Challenging my Jewish Community to Tackle Gender-Based Violence

May 7, 2018Sylvia Levy

Just as each of us must work to end gender-based violence in our country and world, we are also responsible for challenging our own community – namely the Reform Jewish community – to address its own issues of sexual assault and harassment. I take inspiration from the brave Jewish women who are taking these problems in the Jewish community into their own hands, translating #MeToo into #GamAni, and bringing needed attention to the experiences of our community's survivors of assault and harassment. We must create conversations and ask hard questions, fostering a culture of brave outspokenness. This year, I have been on a journey to tackle issues of gender-based violence in my own college's Jewish community, giving my peers the tools to make change more broadly on our campus and across the globe.  

After nearly four years of working on education and advocacy around issues of sexual assault on my college campus, I have learned that gender-based violence is rooted in distortions of power and control. Perpetrators of sexual violence and harassment feel entitled to the bodies of others. They feel empowered to act because of how our larger culture objectifies people's bodies, portrays sex, and disregards the importance of consent. As a peer educator, I have facilitated workshops with many of my college peers, creating a space for them to think deeply about how larger dynamics in our world give perpetrators a sense of power and control, and how our communities can do a better job of supporting survivors. 

I have also learned that on my college campus, and campuses around the country, it is extremely difficult to create conversations that empower people to take concrete action in their own lives and communities. However, when dialogue is set up such that the people engaged feel ownership and a sense of responsibility, real change can happen. Without a sense of obligation toward one's own community, it can be difficult to take the next steps of speaking out and challenging others to do the same. 

Every year, during April, my college campus rallies around Sexual Assault Awareness Month. We have events, film screenings, and awareness campaigns to bring attention to widespread issues of gender-based violence. I realized this year that I had a unique opportunity to create a Jewish community-based conversation about these issues that would imbue its members with a feeling of responsibility toward one another and the courage to continue dialogue. 

In January, I decided that it was now or never -- I was about to graduate. I contacted a sexual assault specialist and educator on my campus to see if she would be interested in crafting a workshop for the Jewish community about gender-based violence during Sexual Assault Awareness Month in April. We sat down to think through the framing of the conversation and how we would make sure it was by and for the Jewish community. Her prior experience working at the Jewish Coalition Against Domestic Abuse deepened our brainstorming sessions and the flow of the workshop. Her support was critical to the success of the event. Leading up to the workshop, I met with leaders in our campus Jewish community from the Jewish Student Association, Israel advocacy and cultural groups, the Jewish fraternity, and with our campus Rabbi and her colleagues. Getting buy-in from these leaders was critical, because it signaled to our broader community that the workshop was important and that members had an obligation to attend. I advertised the workshop, highlighting the partners that had signed on, across every medium I could get my hands on. Using social media posts, group messages, emails, in-person conversations, announcements at Shabbat dinners, and one-on-one messages, I worked to make sure every Jewish student on campus had heard about it. 

It was an incredible success. Students filled our Jewish gathering place, asked hard questions, and probed into the issues that our community and larger campus face. In small groups, we discussed how dynamics at parties contribute to gender-based violence, and how the close-knit nature of our Jewish community can make it difficult for survivors of sexual assault and harassment to speak out. We addressed the central issues of power and control and challenged ourselves to consider what we might do if we found out that a member of our community was a perpetrator of gender-based violence. We also ate a delicious dinner together. 

In the weeks afterward, I was approached by students across the community who told me how meaningful the conversation was and how they will continue this dialogue into the future. I am so proud of my campus Jewish community and excited to see a new generation of leaders take on the responsibility of asking difficult questions and speaking out. 

I believe that we can change the culture of gender-based violence. If we begin with our communities, pushing those around us to have hard conversations about how implicit norms empower perpetrators and how we can challenge ourselves to better support survivors, we can start to create an environment of courageous outspokenness in our broader world. 

Next steps: 

If you or someone you know has been affected by sexual violence, it’s not your fault. You are not alone. Help is available 24/7 through the National Sexual Assault Hotline: 800.656.HOPE and online.rainn.org. For support in dating violence situations, text LOVEIS to 22522.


Exactly the lines from the one with "The height and width of the screenshot is (326, 349)." to the end of the entries should appear in your answer, retyped word for word.
***** Data in this exercise *****
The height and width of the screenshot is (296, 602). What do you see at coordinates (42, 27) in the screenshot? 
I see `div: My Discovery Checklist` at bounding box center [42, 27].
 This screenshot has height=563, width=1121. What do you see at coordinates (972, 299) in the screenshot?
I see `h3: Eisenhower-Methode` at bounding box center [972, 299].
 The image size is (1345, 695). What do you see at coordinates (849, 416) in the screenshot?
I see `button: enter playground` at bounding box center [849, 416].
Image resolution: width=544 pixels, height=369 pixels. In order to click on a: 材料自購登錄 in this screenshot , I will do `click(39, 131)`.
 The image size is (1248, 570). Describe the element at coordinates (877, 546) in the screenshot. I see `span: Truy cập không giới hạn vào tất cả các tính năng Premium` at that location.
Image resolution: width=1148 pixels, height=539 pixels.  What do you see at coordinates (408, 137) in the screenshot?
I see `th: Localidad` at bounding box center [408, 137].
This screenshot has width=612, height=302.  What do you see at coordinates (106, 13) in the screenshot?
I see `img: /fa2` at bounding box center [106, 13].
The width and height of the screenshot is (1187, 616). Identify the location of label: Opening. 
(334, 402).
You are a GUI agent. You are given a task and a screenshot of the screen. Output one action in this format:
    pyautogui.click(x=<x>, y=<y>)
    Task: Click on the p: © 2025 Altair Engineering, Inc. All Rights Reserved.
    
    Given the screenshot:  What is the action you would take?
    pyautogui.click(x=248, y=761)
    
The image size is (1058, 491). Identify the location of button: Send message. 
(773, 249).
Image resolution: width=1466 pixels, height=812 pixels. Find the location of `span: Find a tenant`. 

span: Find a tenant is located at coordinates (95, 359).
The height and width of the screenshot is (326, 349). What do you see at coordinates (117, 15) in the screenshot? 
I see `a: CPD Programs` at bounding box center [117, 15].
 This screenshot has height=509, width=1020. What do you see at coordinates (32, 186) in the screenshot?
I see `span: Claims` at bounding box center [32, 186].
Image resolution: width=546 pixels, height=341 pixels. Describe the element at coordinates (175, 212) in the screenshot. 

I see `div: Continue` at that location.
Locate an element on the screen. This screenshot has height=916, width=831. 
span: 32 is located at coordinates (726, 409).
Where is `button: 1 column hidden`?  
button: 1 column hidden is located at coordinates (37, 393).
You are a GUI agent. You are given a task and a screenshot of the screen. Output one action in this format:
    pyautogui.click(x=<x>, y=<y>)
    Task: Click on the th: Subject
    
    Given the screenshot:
*****
▶ [Written solution]:
The height and width of the screenshot is (326, 349). What do you see at coordinates (117, 15) in the screenshot? 
I see `a: CPD Programs` at bounding box center [117, 15].
 This screenshot has height=509, width=1020. What do you see at coordinates (32, 186) in the screenshot?
I see `span: Claims` at bounding box center [32, 186].
Image resolution: width=546 pixels, height=341 pixels. Describe the element at coordinates (175, 212) in the screenshot. 

I see `div: Continue` at that location.
Locate an element on the screen. This screenshot has height=916, width=831. 
span: 32 is located at coordinates (726, 409).
Where is `button: 1 column hidden`?  
button: 1 column hidden is located at coordinates (37, 393).
You are a GUI agent. You are given a task and a screenshot of the screen. Output one action in this format:
    pyautogui.click(x=<x>, y=<y>)
    Task: Click on the th: Subject
    
    Given the screenshot:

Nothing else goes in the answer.